A System is Not a Method (Unless §101 is Involved)

In Jazz Pharmaceuticals, Inc., v. Avadel CNS Pharmaceuticals, LLC, [2023-1186] (February 24, 2023) the Federal Circuit lifted its stay on an injunction directing Jazz to take measures to delist U.S. Patent 8,731,963 from the FDA’s orange book, and affirmed the district court’s decision.

Claim 1 of the ‘963 patent was directed to “A computer-implemented system for treatment of a narcoleptic patient with a prescription drug that has a potential for misuse, abuse or diversion.”  Claim 6, the other claim at issue, was dependent on claim 1.  Under the Hatch-Waxman Act (21 U.S.C. § 355(b)(1)(A)(viii)), when a drug developer files an NDA, information on each patent “for which a claim of patent infringement could reasonably be asserted” must be submitted to the FDA if the patent claims either (i) the drug submitted for approval, or a formulation or composition thereof, or (ii) “a method of using such drug for which approval is sought or has been granted in the application.”

Avadel responded to Jazz’s infringement assertions with a counterclaim seeking delisting of the ’963 patent for failure to claim a drug or method of use. In evaluating the counterclaim, the district court found that, as a matter of claim construction, the ’963 patent claims a system and thus does not claim an approved method of use. The district court subsequently ordered Jazz to ask the FDA to delist the ’963 patent.  Jazz filed a notice of appeal and moved the district court to stay the injunction pending appeal, when the district court denied the stay, the Federal Circuit extended the stay until it could evaluate the issue on the merits.

The district court determined that the ’963 patent claims recited systems, not methods. Jazz contends that the word “system” as it appears in the ’963 patent claims is, essentially, a synonym for “method.” But, the Federal Circuit noted, method claims require the performance of steps; claims that describe physical components of a whole are system, or apparatus, claims.  The Federal Circuit said that the fact that the claimed systems can be used in the course of treating patients suffering from narcolepsy did not alter the fact that these are system claims.  It therefore found that the claims of the ’963 patent were properly construed by the district court as system claims, not method claims.

Jazz contended that FDA regulations which describes listing patents that “claim conditions of use,” yields a broader definition of “method” than permitted by the language of patent law and that this broader definition encompasses the claims of the ’963 patent.  Jazz argued that since prescribers were bound to follow the system in treating patients with narcolepsy. The Federal Circuit said that Jazz misread the

regulation describing method-of-use patents. The regulations do not broaden the term “method” such that reciting a condition of use turns a system patent into a listable method-of-use patent. Rather, this regulation narrows that category of listable patents to those that (1) claim methods of use, wherein (2) those methods of use are directly relevant to the NDA in question.

The Federal Circuit thus affirmed the district court, and lifted the stay, restarting the 14-day period for compliance prescribed by 21 C.F.R. § 314.53(f)(2)(i) to be within 14 days of its

decision. Although not directly relevant, it is interesting to note that the Federal Circuit approves treating apparatus claims like method claims in §101 eligibility analysis.  Too bad that that reasoning didn’t work for Jazz.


> EXERCISE PROMPT: Go over the data and keep only the lines that include "time".
***** RECORDS SUPPLIED
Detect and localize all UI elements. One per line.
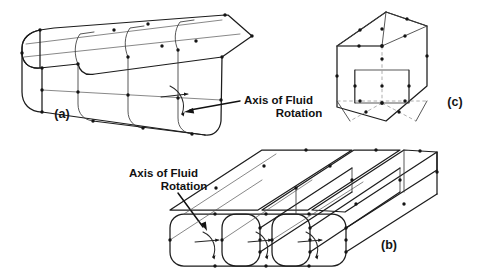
rotation-arrow-b1: [195, 232, 219, 260]
wedge-left-endcap: [22, 30, 40, 68]
prism-2-top-right-edge: [310, 168, 400, 228]
technical-diagram: (a) Axis of Fluid Rotation: [0, 0, 479, 275]
wedge-top-seam-2: [24, 34, 240, 57]
hex-lower-left-edge: [337, 101, 350, 121]
prism-node-set: [168, 148, 438, 267]
wedge-front-seam: [42, 90, 221, 100]
panel-c-label: (c): [447, 95, 462, 109]
annotation-a-line1: Axis of Fluid: [244, 94, 313, 106]
wedge-front-lower-right: [205, 57, 222, 135]
panel-b-three-prisms: (b): [168, 148, 438, 267]
wedge-top-seam-1: [26, 20, 222, 44]
wedge-bottom-silhouette: [93, 121, 205, 135]
wedge-left-lower: [22, 52, 42, 112]
panel-b-label: (b): [381, 238, 397, 252]
rotation-arrow-a: [161, 86, 188, 117]
prism-2-top: [262, 150, 400, 210]
annotation-axis-a: Axis of Fluid Rotation: [184, 94, 322, 119]
annotation-b-line1: Axis of Fluid: [129, 167, 198, 179]
panel-a-label: (a): [54, 107, 69, 121]
annotation-a-leader: [190, 101, 240, 110]
hex-edge-tl: [337, 12, 386, 46]
panel-c-hexagon: (c): [335, 12, 462, 121]
hex-lower-right-edge: [416, 101, 427, 121]
annotation-a-line2: Rotation: [276, 107, 323, 119]
panel-a-wedge: (a): [20, 13, 253, 135]
figure-container: (a) Axis of Fluid Rotation: [0, 0, 479, 275]
annotation-axis-b: Axis of Fluid Rotation: [129, 167, 207, 231]
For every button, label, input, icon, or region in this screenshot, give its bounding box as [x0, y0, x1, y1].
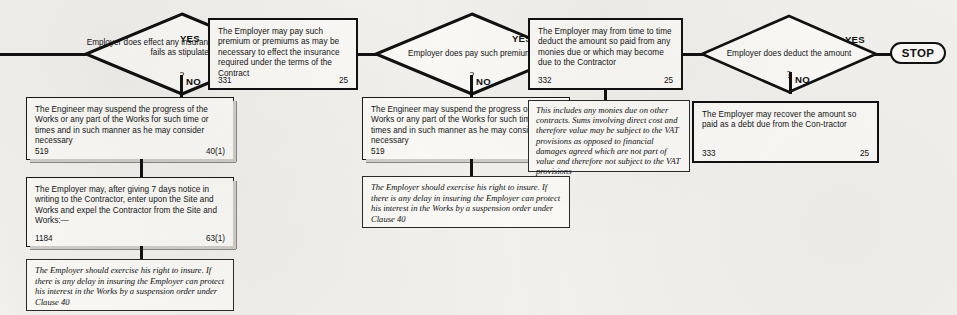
- connector-1184-to-note: [140, 246, 143, 260]
- process-331-text: The Employer may pay such premium or pre…: [218, 27, 348, 79]
- tag-yes-1: YES: [180, 33, 200, 44]
- tag-no-3: NO: [795, 74, 810, 85]
- note-box-suspension-left: The Employer should exercise his right t…: [26, 259, 234, 311]
- process-332-text: The Employer may from time to time deduc…: [538, 27, 673, 69]
- process-box-1184: The Employer may, after giving 7 days no…: [26, 177, 234, 247]
- terminator-stop-label: STOP: [902, 47, 935, 59]
- note-box-suspension-middle: The Employer should exercise his right t…: [362, 176, 570, 228]
- process-519-left-clause: 40(1): [206, 147, 225, 156]
- process-box-519-left: The Engineer may suspend the progress of…: [26, 97, 234, 160]
- process-333-ref: 333: [702, 149, 716, 158]
- process-1184-clause: 63(1): [206, 234, 225, 243]
- flowchart-canvas: Employer does effect any insurance if th…: [0, 0, 957, 315]
- process-519-left-text: The Engineer may suspend the progress of…: [35, 105, 225, 147]
- process-331-clause: 25: [339, 76, 348, 85]
- note-box-vat-provisions: This includes any monies due on other co…: [528, 100, 690, 172]
- connector-d3-no: [789, 72, 792, 94]
- note-1-text: The Employer should exercise his right t…: [35, 265, 224, 307]
- connector-d1-no: [180, 75, 183, 97]
- tag-yes-3: YES: [845, 34, 865, 45]
- process-519-left-ref: 519: [35, 147, 49, 156]
- process-333-text: The Employer may recover the amount so p…: [702, 110, 869, 131]
- process-box-331: The Employer may pay such premium or pre…: [208, 18, 358, 90]
- process-332-ref: 332: [538, 76, 552, 85]
- process-box-333: The Employer may recover the amount so p…: [692, 101, 879, 163]
- tag-no-2: NO: [476, 76, 491, 87]
- process-519-middle-ref: 519: [371, 147, 385, 156]
- connector-519m-to-note: [470, 159, 473, 177]
- tag-no-1: NO: [186, 76, 201, 87]
- terminator-stop: STOP: [890, 42, 946, 64]
- entry-connector: [0, 53, 86, 56]
- process-box-332: The Employer may from time to time deduc…: [528, 18, 683, 90]
- process-332-clause: 25: [664, 76, 673, 85]
- process-331-ref: 331: [218, 76, 232, 85]
- process-333-clause: 25: [860, 149, 869, 158]
- connector-519-to-1184: [140, 159, 143, 177]
- note-3-text: This includes any monies due on other co…: [536, 105, 680, 176]
- note-2-text: The Employer should exercise his right t…: [371, 182, 560, 224]
- connector-d2-no: [470, 75, 473, 97]
- process-1184-text: The Employer may, after giving 7 days no…: [35, 185, 225, 227]
- process-1184-ref: 1184: [35, 234, 53, 243]
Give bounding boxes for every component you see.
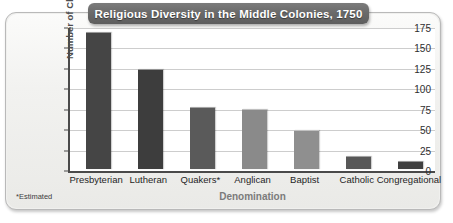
x-axis-tick-label: Presbyterian — [69, 174, 122, 185]
y-axis-tick-mark — [64, 171, 68, 172]
y-axis-tick-mark — [64, 130, 68, 131]
y-axis-tick-mark — [64, 89, 68, 90]
y-axis-title: Number of Churches — [64, 0, 75, 72]
y-axis-tick-label: 50 — [391, 125, 431, 136]
bars-layer — [72, 28, 435, 169]
x-axis-tick-label: Anglican — [234, 174, 270, 185]
y-axis-tick-label: 75 — [391, 104, 431, 115]
y-axis-tick-label: 25 — [391, 145, 431, 156]
y-axis-tick-label: 175 — [391, 23, 431, 34]
plot-area — [68, 28, 435, 173]
bar — [242, 109, 267, 169]
bar — [138, 69, 163, 169]
x-axis-tick-labels: PresbyterianLutheranQuakers*AnglicanBapt… — [68, 174, 437, 190]
y-axis-tick-mark — [64, 150, 68, 151]
plot-wrapper: 0255075100125150175 Number of Churches — [68, 28, 435, 173]
x-axis-title: Denomination — [68, 191, 437, 202]
bar — [190, 107, 215, 169]
x-axis-tick-label: Catholic — [340, 174, 374, 185]
x-axis-tick-label: Baptist — [290, 174, 319, 185]
y-axis-tick-label: 125 — [391, 63, 431, 74]
x-axis-tick-label: Congregational — [377, 174, 441, 185]
x-axis-tick-label: Lutheran — [129, 174, 167, 185]
chart-title: Religious Diversity in the Middle Coloni… — [95, 8, 363, 20]
bar — [86, 32, 111, 169]
bar — [346, 156, 371, 169]
bar — [294, 130, 319, 169]
x-axis-tick-label: Quakers* — [181, 174, 221, 185]
y-axis-tick-mark — [64, 109, 68, 110]
y-axis-tick-label: 100 — [391, 84, 431, 95]
chart-title-banner: Religious Diversity in the Middle Coloni… — [88, 3, 369, 24]
chart-figure: Religious Diversity in the Middle Coloni… — [0, 0, 453, 223]
y-axis-tick-label: 150 — [391, 43, 431, 54]
chart-footnote: *Estimated — [16, 192, 52, 201]
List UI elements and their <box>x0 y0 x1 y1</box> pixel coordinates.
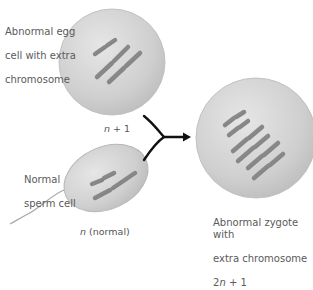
egg-label: Abnormal egg cell with extra chromosome <box>5 14 76 98</box>
zygote-label-line: extra chromosome <box>213 253 313 265</box>
zygote-ploidy: 2n + 1 <box>213 277 313 289</box>
sperm-label: Normal sperm cell <box>24 162 76 222</box>
egg-ploidy-rest: + 1 <box>110 123 130 134</box>
egg-ploidy: n + 1 <box>104 123 130 134</box>
zygote-label-line: Abnormal zygote with <box>213 217 313 241</box>
egg-label-line: cell with extra <box>5 50 76 62</box>
sperm-label-line: Normal <box>24 174 76 186</box>
sperm-ploidy: n (normal) <box>80 226 130 237</box>
sperm-label-line: sperm cell <box>24 198 76 210</box>
sperm-ploidy-rest: (normal) <box>86 226 130 237</box>
zygote-label: Abnormal zygote with extra chromosome 2n… <box>213 205 313 290</box>
zygote-cell <box>196 78 313 198</box>
egg-label-line: Abnormal egg <box>5 26 76 38</box>
fertilization-arrow-icon <box>144 116 191 160</box>
zygote-ploidy-rest: + 1 <box>226 277 247 288</box>
egg-label-line: chromosome <box>5 74 76 86</box>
**********
> OUTPUT:
- process-332-text: The Employer may from time to time deduc…: [538, 27, 673, 69]
- process-box-332: The Employer may from time to time deduc…: [528, 18, 683, 90]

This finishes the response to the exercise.